AI can describe patterns like event driven state updates or WebSocket synchronisation. But the real design questions look like this:

  • What happens if updates arrive faster than the UI can render?
  • How should the UI behave when the network drops?
  • Which updates must be reflected immediately and which can be batched?

These questions require thinking about failure modes and user expectations. They also require understanding the specific domain. Architecture emerges from those constraints, not from pattern catalogs.

Performance critical applications

Performance critical frontends force architectural discipline. Examples include:

  • Data visualisation tools
  • Interactive design software
  • Real time monitoring dashboards

These systems often deal with:

  • Large datasets
  • Frequent updates
  • Complex rendering pipelines

A common pattern is separating computation from rendering.

  • Heavy data processing moves to background workers.
  • Rendering pipelines focus only on display.
  • State updates are carefully controlled to avoid unnecessary work.

AI can recommend these patterns. But it cannot judge when they are necessary. Introducing workers too early adds complexity. Introducing them too late causes visible lag. The right moment comes from observation and measurement. Experience matters here.

How senior engineers actually use AI during architecture work

AI rarely appears during the final decision meeting. It shows up earlier.

1. Exploring design alternatives

When starting a design doc, AI can help enumerate possible approaches.
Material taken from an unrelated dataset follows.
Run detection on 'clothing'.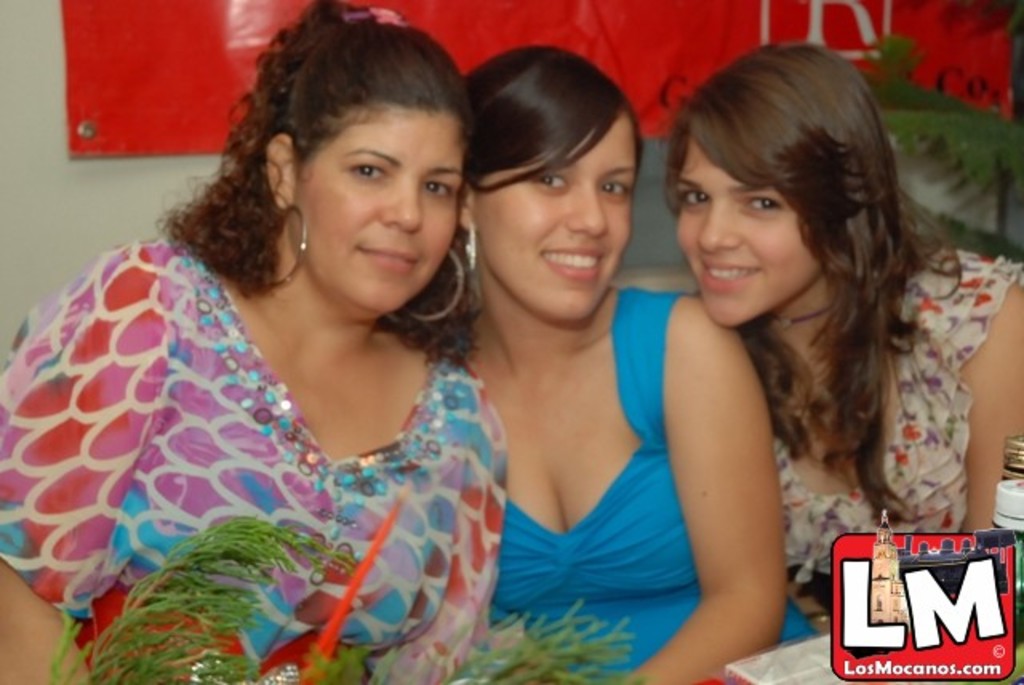
Result: (771, 237, 1022, 624).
It is useful for asking questions like:

  • What patterns exist for synchronising client state with event streams?
  • What are common strategies for handling large datasets in browser applications?
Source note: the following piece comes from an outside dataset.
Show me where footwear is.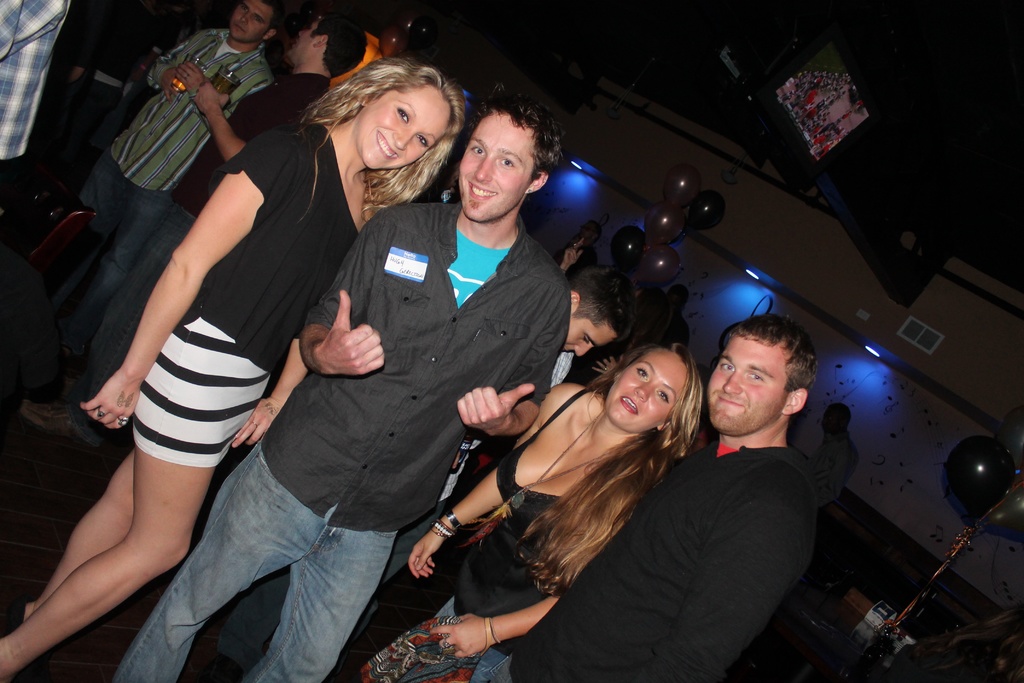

The goal is not to accept the answer as truth. The goal is to broaden the space of ideas.

2. Stress testing an idea

Once you have a proposed architecture, AI can be useful as a form of adversarial thinking. You might ask:

  • What failure modes could appear in this design?
  • Under what conditions might this architecture break down?

Sometimes it surfaces edge cases you overlooked. But the responsibility for evaluating those edge cases remains with you.

3. Accelerating documentation

AI is also useful for turning design thoughts into structured documentation. System diagrams, architecture summaries, and tradeoff explanations can be drafted faster. The important part is that the reasoning still comes from you.

A grounded way to think about AI in architecture

Architecture is the process of turning constraints into structure. Those constraints include:

  • Product requirements
  • Performance limits
  • Operational realities
  • Team organisation

AI does not experience those constraints. It can only reason about patterns. That makes it a useful exploration tool but a poor decision maker. A healthy workflow looks like this:

  • Use AI to explore the design space.
  • Use experience and context to narrow it.
  • Use real constraints to make the final call.

In that model, AI expands thinking but does not replace judgment. And in system design, judgment is the real work.